(then again, this is nearly century old film)
by Ken B.
The sets of The Cabinet of Dr. Caligari look like a surrealist play. These were the early days of cinema, and modeling off stage plays were a good place to start. Houses are jagged and slanted, trees are obviously flat, and the backgrounds are abstract. While this still holds the record as the most disturbing thing ever put on camera, there’s no denying that the idea of a man committing murders under hypnosis is quite unsettling, and it contains a twist ending worthy of discussion on its impact in dramatic cinema since.
Told in flashback, the film where a man named Francis (FRIEDRICH FEHÉR) is telling a man a story sparked by a woman in white walking by, which Francis immediately says is his fiancée. The story is fascinating, of the events that unfolded in a village during a town fair. There is a big attraction, one of a Dr. Caligari (WERNER KRAUSS) who claims to have a sleepwalker (somnambulist) sorts by the name of Cesare (CONRAD VEIDT) who withholds the answers to any question he is asked. When he is asked to reveal how long a person will live, the answer is “Till Dawn Tomorrow.”
The prediction is true.
The questioner, a friend of Francis, is murdered that night, and soon, it’s clear that this is the doing of one person. The big twist, of course, is not that Dr. Caligari is placing Cesare under hypnosis to do this, or that Cesare is the murderer. It is that there were no murders to begin with – Francis is a patient in an insane asylum. Cesare is, too, and “Dr. Caligari” is an employee of the asylum. It is impossible to make logic out of the ramblings of a crazy person, but I would venture the lines of the exact imagination stemming from the confines of the asylum itself, which plays a role in the fantasy. The doctor, giving the last line of the film, says that he now knows how to cure Francis, but doesn’t say exactly what.
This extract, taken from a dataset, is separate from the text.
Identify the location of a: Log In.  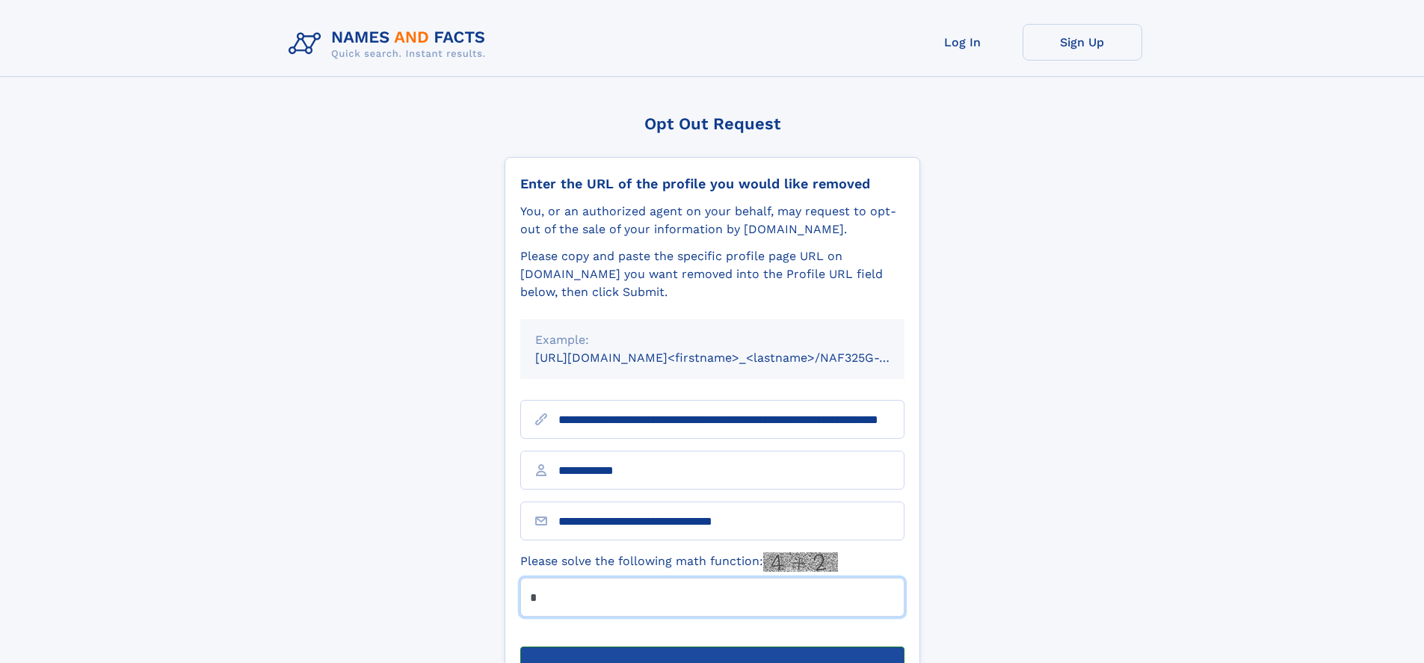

I deeply admire the story and screenplay. Written by Hans Janowitz and Carl Meyer, the script drew from experience, recalling a murder in Hamburg and a sideshow nearby, where there were claims of a mystical man who could predict the future. The original story was different – none of Francis’ delusional state exists.
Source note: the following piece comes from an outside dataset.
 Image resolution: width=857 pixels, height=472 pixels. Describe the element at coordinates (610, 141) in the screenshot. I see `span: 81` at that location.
There is a revolutionary and historical sense in the production design as well. All night scenes are bathed in a blue tint. I wonder of Christopher Nolan used this bit as inspiration for his minimalist color scheme in The Dark Knight. The stereotypically expressionist set design shows a sense of dare and ambition that we don’t see very often in movies (American ones, especially) today.
The Cabinet of Dr. Caligari’s contributions to modern filmmaking are innumerable. There is the twist ending, but it somehow makes sense. There is a story through color schemes, and color schemes tell the story. This is a movie that is necessary to watch because it is important, and because it isn’t half bad, either.